Larger surpluses tend to add more fat than muscle, especially for people who are not new to lifting. Once you have a daily calorie target, the macro calculator splits it into protein, carbs, and fat in grams.
Why TDEE is only an estimate
TDEE comes from a population formula, not direct measurement. Real-world results depend on a lot of things the formula cannot see:
- Tracking accuracy. Nutrition labels and apps both have margins of error.
- Metabolism. Two people with the same height, weight, age, and sex can have BMRs that differ by 10 percent or more.
- Activity. The activity multiplier is a rough guess about your average week.
- Exercise. The same workout done harder or longer burns different amounts.
- Muscle mass. More lean tissue means a higher BMR.
- Consistency. What you do most days matters more than any single workout or meal.
Plan for the number to be a starting point.

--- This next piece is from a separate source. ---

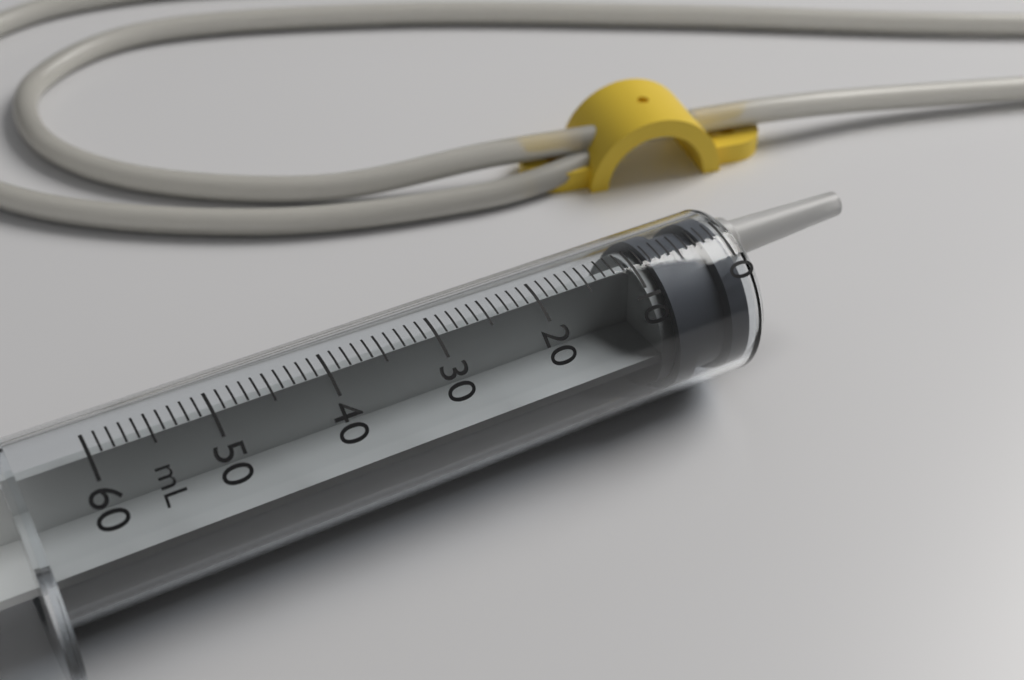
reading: 0 mL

After two to three weeks at your target, the scale will tell you whether to nudge it up or down.
How to calculate TDEE
The formula is BMR multiplied by an activity factor:
- BMR is your resting calorie burn. The BMR calculator estimates it.
- Activity factor is one of five preset multipliers between 1.2 (sedentary) and 1.9 (extra active).
For the full step-by-step walkthrough with worked examples, see How to Calculate TDEE. For a fast number, the TDEE calculator runs both pieces and rounds the result.
TDEE example in simple numbers
Take a 30-year-old man, 180 lb (about 82 kg), 5 ft 10 in (about 178 cm), with a moderate activity level.
- BMR (Mifflin-St Jeor): 10 × 82 + 6.25 × 178 − 5 × 30 + 5 = about 1,790 calories
- Activity factor: 1.55 (moderate)
- TDEE: 1,790 × 1.55 = about 2,770 calories per day
That number is his estimated total daily calorie burn. He would eat roughly 2,770 calories per day to hold his weight steady, less to lose weight, and a little more to gain.
Example summary
30M · 5'10" · 180 lb · moderate
TDEE ≈ 2,770 kcal/day
TDEE quick summary
- TDEE stands for Total Daily Energy Expenditure.
- It estimates how many calories your body burns in a typical day.
- It includes BMR plus daily movement, exercise, and digestion.
- TDEE is almost always higher than BMR.
- It is an estimate, so use it as a starting point and adjust based on results.
- The TDEE calculator gives you a number in a few seconds.
Run the numbers
The three calculators below cover the resting half (BMR), the full daily figure (TDEE), and the macro split you might want once you have a calorie target.
Frequently asked questions
TDEE stands for Total Daily Energy Expenditure. It is an estimate of how many calories your body burns in a typical day, including resting metabolism, daily movement, exercise, and digestion.
TDEE is your best guess at how many calories you burn in a normal day. It is the number most people use as a starting point for weight-loss, maintenance, or muscle-gain calorie targets.
No. BMR is the calories you burn at rest. TDEE is BMR plus the calories you burn from movement, exercise, and digestion. TDEE is always higher than BMR for anyone who moves at all during the day.
TDEE adds four pieces: basal metabolic rate, daily movement (walking, standing, chores), exercise, and the thermic effect of food (the calories your body burns digesting what you eat).
For sustainable weight loss, eat 250 to 500 calories below your TDEE per day. That works out to roughly half a pound to one pound of fat loss per week. Smaller deficits are usually easier to stick with than aggressive cuts.
TDEE estimates are usually within about 10 to 20 percent of the real number for healthy adults. The BMR step is fairly accurate; the activity multiplier introduces most of the error. Use the calculator as a starting point and adjust based on what your weight actually does.
Yes, for a fast estimate. A calculator handles unit conversions, applies the right activity factor, and rounds the result so you can pick a calorie target in a couple of minutes. You can run the math by hand if you prefer, but the calculator saves time.